Poles Lose Faith as PiS Drives Politicisation of Church

SARAJEVO (BOSNIA AND HERZEGOVINA)
Reporting Democracy/Balkan Investigative Reporting Network

February 8, 2021

By Dariusz Kalan

Distrust of the Polish Catholic Church’s takeover of many aspects of life, its inability to handle internal scandals, and the discord between conservative dogma and some priests’ ostentatious wealth are driving many Poles away.

Warsaw – For Michal Rogalski, his Catholic faith meant much more than Sunday gatherings, decorating a Christmas tree and other religious routines. It was something he felt deeply about and has explored in various ways throughout his whole life.

Born in a staunchly Roman Catholic family, Rogalski, a 32-year-old translator, became an altar boy at the age of four. Later, for a year, he attended a pre-novitiate program required to join the Dominican friary, which he eventually abandoned, and he wrote a PhD thesis on Catholic modernism.

Now, asked the most fundamental question about whether God exists, Rogalski, after a while and with some hesitation, replies: “It would be nice if he did.”

In July, it will be two years since this former fervent believer undertook an apostasy – an act of formal disaffiliation from religion, seen as a major sin by Catholic dogma – but is only now prepared to talk about it, following last year’s mass protests against the tightening, with the church’s backing, of the abortion law.

In his case, leaving the church and faith has been spread over years. Yet what ultimately weighed the scales in favour of apostasy were reports on the scale of clerical child abuse and the cover-ups of it, as well as the church’s tight alliance with the ruling right-wing Law and Justice (PiS) party.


Instructions for the task
Copy down every line of the data that follows exactly. Omit the pictures.

-------

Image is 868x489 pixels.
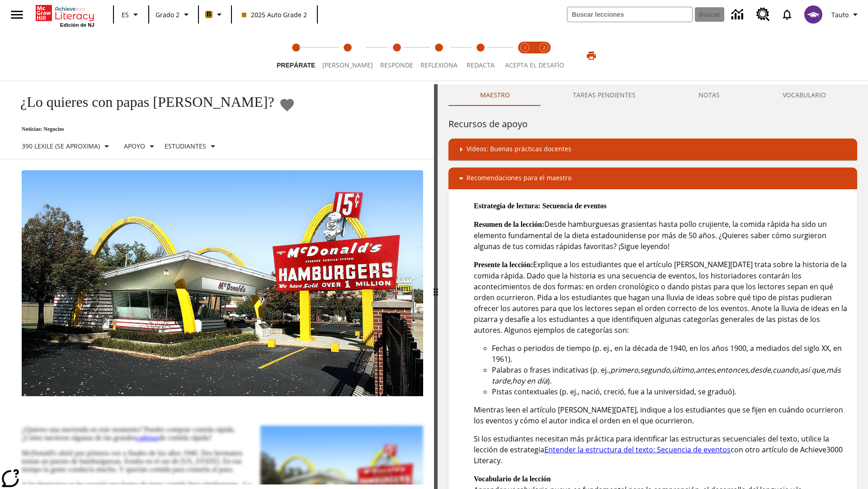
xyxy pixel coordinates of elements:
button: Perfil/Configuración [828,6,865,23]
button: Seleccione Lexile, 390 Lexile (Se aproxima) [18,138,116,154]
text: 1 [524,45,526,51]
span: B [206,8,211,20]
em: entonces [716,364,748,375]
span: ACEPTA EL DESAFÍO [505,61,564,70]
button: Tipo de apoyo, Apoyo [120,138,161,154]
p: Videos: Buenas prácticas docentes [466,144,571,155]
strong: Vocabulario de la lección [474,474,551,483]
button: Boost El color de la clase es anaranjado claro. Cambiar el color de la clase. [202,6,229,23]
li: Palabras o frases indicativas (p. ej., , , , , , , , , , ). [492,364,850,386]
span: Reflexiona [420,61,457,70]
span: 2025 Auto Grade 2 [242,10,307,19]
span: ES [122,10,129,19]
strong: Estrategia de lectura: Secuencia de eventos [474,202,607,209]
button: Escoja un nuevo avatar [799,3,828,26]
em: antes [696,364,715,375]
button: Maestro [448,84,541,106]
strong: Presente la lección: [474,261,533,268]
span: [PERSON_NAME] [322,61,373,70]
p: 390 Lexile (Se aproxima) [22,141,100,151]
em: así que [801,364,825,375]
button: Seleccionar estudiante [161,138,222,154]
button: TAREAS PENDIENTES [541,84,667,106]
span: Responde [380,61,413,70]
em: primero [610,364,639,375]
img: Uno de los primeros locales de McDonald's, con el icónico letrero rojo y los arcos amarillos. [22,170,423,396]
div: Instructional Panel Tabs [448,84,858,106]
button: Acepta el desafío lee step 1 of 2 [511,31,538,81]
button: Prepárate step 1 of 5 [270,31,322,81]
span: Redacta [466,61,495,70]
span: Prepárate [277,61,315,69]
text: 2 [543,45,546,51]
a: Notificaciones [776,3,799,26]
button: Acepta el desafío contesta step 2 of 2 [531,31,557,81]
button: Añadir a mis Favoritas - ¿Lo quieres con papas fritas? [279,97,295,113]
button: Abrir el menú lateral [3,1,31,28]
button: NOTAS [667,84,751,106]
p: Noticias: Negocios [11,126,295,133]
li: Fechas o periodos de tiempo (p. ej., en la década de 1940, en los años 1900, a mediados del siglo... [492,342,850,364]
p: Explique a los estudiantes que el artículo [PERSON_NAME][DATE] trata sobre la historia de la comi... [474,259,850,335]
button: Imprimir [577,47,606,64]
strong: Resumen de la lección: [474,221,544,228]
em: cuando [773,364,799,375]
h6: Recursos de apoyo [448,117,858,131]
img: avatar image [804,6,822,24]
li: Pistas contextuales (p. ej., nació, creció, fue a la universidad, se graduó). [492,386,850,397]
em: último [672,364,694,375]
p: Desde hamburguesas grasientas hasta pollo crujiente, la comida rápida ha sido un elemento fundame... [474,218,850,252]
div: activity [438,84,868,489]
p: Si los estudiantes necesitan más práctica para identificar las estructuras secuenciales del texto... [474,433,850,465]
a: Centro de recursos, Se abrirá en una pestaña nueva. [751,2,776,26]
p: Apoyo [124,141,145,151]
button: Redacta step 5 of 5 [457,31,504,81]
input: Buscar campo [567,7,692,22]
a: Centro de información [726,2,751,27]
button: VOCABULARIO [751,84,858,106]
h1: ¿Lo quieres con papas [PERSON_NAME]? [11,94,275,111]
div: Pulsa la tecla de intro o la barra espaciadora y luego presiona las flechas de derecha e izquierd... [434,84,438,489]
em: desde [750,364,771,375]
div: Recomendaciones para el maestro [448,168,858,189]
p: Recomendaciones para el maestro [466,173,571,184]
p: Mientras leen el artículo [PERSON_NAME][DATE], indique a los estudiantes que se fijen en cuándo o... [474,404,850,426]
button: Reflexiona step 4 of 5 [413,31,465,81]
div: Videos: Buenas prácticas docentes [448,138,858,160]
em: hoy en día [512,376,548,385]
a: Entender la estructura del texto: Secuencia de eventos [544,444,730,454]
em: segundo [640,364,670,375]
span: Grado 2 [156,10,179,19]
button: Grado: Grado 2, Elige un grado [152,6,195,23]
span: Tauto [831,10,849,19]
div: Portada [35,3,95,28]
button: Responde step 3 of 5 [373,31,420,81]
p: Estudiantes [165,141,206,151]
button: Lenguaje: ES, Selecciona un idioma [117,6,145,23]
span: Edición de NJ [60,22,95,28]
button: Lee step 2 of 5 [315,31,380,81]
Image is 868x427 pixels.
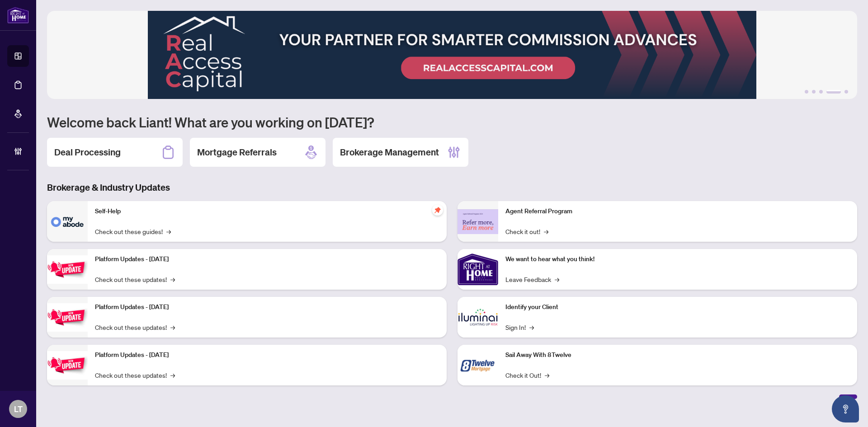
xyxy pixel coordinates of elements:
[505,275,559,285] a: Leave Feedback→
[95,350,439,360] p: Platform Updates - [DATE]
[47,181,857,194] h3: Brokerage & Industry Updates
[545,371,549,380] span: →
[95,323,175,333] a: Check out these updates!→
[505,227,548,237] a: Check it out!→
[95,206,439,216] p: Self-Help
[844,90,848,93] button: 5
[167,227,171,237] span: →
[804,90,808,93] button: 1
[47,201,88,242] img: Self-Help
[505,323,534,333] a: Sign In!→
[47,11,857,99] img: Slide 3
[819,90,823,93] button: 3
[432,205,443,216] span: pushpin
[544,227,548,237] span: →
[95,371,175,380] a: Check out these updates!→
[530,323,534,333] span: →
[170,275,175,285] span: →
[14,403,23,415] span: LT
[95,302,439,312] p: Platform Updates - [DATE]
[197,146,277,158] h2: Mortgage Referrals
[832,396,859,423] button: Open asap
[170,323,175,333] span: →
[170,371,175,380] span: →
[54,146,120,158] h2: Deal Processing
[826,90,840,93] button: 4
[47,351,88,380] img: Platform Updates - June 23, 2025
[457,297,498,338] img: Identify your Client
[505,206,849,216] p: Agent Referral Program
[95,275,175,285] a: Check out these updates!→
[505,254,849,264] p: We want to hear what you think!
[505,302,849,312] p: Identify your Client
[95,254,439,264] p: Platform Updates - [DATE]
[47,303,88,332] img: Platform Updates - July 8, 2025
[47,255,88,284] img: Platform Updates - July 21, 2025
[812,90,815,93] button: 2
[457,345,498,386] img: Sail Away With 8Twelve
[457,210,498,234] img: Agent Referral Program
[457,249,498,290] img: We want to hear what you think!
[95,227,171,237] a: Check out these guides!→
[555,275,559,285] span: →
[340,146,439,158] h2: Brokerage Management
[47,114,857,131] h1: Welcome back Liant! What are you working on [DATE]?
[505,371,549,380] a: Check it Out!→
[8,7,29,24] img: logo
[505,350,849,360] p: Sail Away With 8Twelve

-------

Solution for this task
Image is 868x489 pixels.
xyxy pixel coordinates of elements:
button: Perfil/Configuración [828,6,865,23]
button: Seleccione Lexile, 390 Lexile (Se aproxima) [18,138,116,154]
text: 1 [524,45,526,51]
span: B [206,8,211,20]
em: entonces [716,364,748,375]
span: ACEPTA EL DESAFÍO [505,61,564,70]
button: Tipo de apoyo, Apoyo [120,138,161,154]
p: Videos: Buenas prácticas docentes [466,144,571,155]
strong: Vocabulario de la lección [474,474,551,483]
button: Boost El color de la clase es anaranjado claro. Cambiar el color de la clase. [202,6,229,23]
li: Palabras o frases indicativas (p. ej., , , , , , , , , , ). [492,364,850,386]
span: Reflexiona [420,61,457,70]
span: 2025 Auto Grade 2 [242,10,307,19]
span: ES [122,10,129,19]
strong: Estrategia de lectura: Secuencia de eventos [474,202,607,209]
button: Escoja un nuevo avatar [799,3,828,26]
em: antes [696,364,715,375]
button: Maestro [448,84,541,106]
strong: Presente la lección: [474,261,533,268]
span: [PERSON_NAME] [322,61,373,70]
p: 390 Lexile (Se aproxima) [22,141,100,151]
em: así que [801,364,825,375]
button: Seleccionar estudiante [161,138,222,154]
button: TAREAS PENDIENTES [541,84,667,106]
span: Responde [380,61,413,70]
em: primero [610,364,639,375]
img: Uno de los primeros locales de McDonald's, con el icónico letrero rojo y los arcos amarillos. [22,170,423,396]
div: Instructional Panel Tabs [448,84,858,106]
button: Acepta el desafío lee step 1 of 2 [511,31,538,81]
button: Prepárate step 1 of 5 [270,31,322,81]
span: Redacta [466,61,495,70]
span: Prepárate [277,61,315,69]
text: 2 [543,45,546,51]
a: Notificaciones [776,3,799,26]
button: Acepta el desafío contesta step 2 of 2 [531,31,557,81]
button: Añadir a mis Favoritas - ¿Lo quieres con papas fritas? [279,97,295,113]
button: Abrir el menú lateral [3,1,31,28]
button: NOTAS [667,84,751,106]
p: Noticias: Negocios [11,126,295,133]
li: Fechas o periodos de tiempo (p. ej., en la década de 1940, en los años 1900, a mediados del siglo... [492,342,850,364]
p: Explique a los estudiantes que el artículo [PERSON_NAME][DATE] trata sobre la historia de la comi... [474,259,850,335]
button: Imprimir [577,47,606,64]
strong: Resumen de la lección: [474,221,544,228]
em: cuando [773,364,799,375]
h6: Recursos de apoyo [448,117,858,131]
img: avatar image [804,6,822,24]
li: Pistas contextuales (p. ej., nació, creció, fue a la universidad, se graduó). [492,386,850,397]
em: último [672,364,694,375]
p: Desde hamburguesas grasientas hasta pollo crujiente, la comida rápida ha sido un elemento fundame... [474,218,850,252]
div: activity [438,84,868,489]
p: Si los estudiantes necesitan más práctica para identificar las estructuras secuenciales del texto... [474,433,850,465]
a: Centro de recursos, Se abrirá en una pestaña nueva. [751,2,776,26]
p: Apoyo [124,141,145,151]
button: Redacta step 5 of 5 [457,31,504,81]
input: Buscar campo [567,7,692,22]
a: Centro de información [726,2,751,27]
button: VOCABULARIO [751,84,858,106]
h1: ¿Lo quieres con papas [PERSON_NAME]? [11,94,275,111]
div: Pulsa la tecla de intro o la barra espaciadora y luego presiona las flechas de derecha e izquierd... [434,84,438,489]
em: desde [750,364,771,375]
div: Recomendaciones para el maestro [448,168,858,189]
p: Recomendaciones para el maestro [466,173,571,184]
p: Mientras leen el artículo [PERSON_NAME][DATE], indique a los estudiantes que se fijen en cuándo o... [474,404,850,426]
button: Reflexiona step 4 of 5 [413,31,465,81]
div: Videos: Buenas prácticas docentes [448,138,858,160]
em: hoy en día [512,376,548,385]
a: Entender la estructura del texto: Secuencia de eventos [544,444,730,454]
em: segundo [640,364,670,375]
span: Grado 2 [156,10,179,19]
button: Grado: Grado 2, Elige un grado [152,6,195,23]
span: Tauto [831,10,849,19]
div: Portada [35,3,95,28]
button: Responde step 3 of 5 [373,31,420,81]
p: Estudiantes [165,141,206,151]
button: Lenguaje: ES, Selecciona un idioma [117,6,145,23]
span: Edición de NJ [60,22,95,28]
button: Lee step 2 of 5 [315,31,380,81]
Image is 868x427 pixels.
xyxy pixel coordinates of elements:
[505,275,559,285] a: Leave Feedback→
[95,350,439,360] p: Platform Updates - [DATE]
[47,181,857,194] h3: Brokerage & Industry Updates
[545,371,549,380] span: →
[95,323,175,333] a: Check out these updates!→
[505,227,548,237] a: Check it out!→
[95,206,439,216] p: Self-Help
[844,90,848,93] button: 5
[167,227,171,237] span: →
[804,90,808,93] button: 1
[47,201,88,242] img: Self-Help
[505,323,534,333] a: Sign In!→
[47,11,857,99] img: Slide 3
[819,90,823,93] button: 3
[432,205,443,216] span: pushpin
[544,227,548,237] span: →
[95,371,175,380] a: Check out these updates!→
[530,323,534,333] span: →
[170,275,175,285] span: →
[14,403,23,415] span: LT
[95,302,439,312] p: Platform Updates - [DATE]
[197,146,277,158] h2: Mortgage Referrals
[832,396,859,423] button: Open asap
[170,323,175,333] span: →
[170,371,175,380] span: →
[54,146,120,158] h2: Deal Processing
[826,90,840,93] button: 4
[47,351,88,380] img: Platform Updates - June 23, 2025
[457,297,498,338] img: Identify your Client
[505,206,849,216] p: Agent Referral Program
[95,275,175,285] a: Check out these updates!→
[505,254,849,264] p: We want to hear what you think!
[505,302,849,312] p: Identify your Client
[95,254,439,264] p: Platform Updates - [DATE]
[47,303,88,332] img: Platform Updates - July 8, 2025
[47,255,88,284] img: Platform Updates - July 21, 2025
[812,90,815,93] button: 2
[457,345,498,386] img: Sail Away With 8Twelve
[457,210,498,234] img: Agent Referral Program
[457,249,498,290] img: We want to hear what you think!
[95,227,171,237] a: Check out these guides!→
[555,275,559,285] span: →
[340,146,439,158] h2: Brokerage Management
[47,114,857,131] h1: Welcome back Liant! What are you working on [DATE]?
[505,371,549,380] a: Check it Out!→
[8,7,29,24] img: logo
[505,350,849,360] p: Sail Away With 8Twelve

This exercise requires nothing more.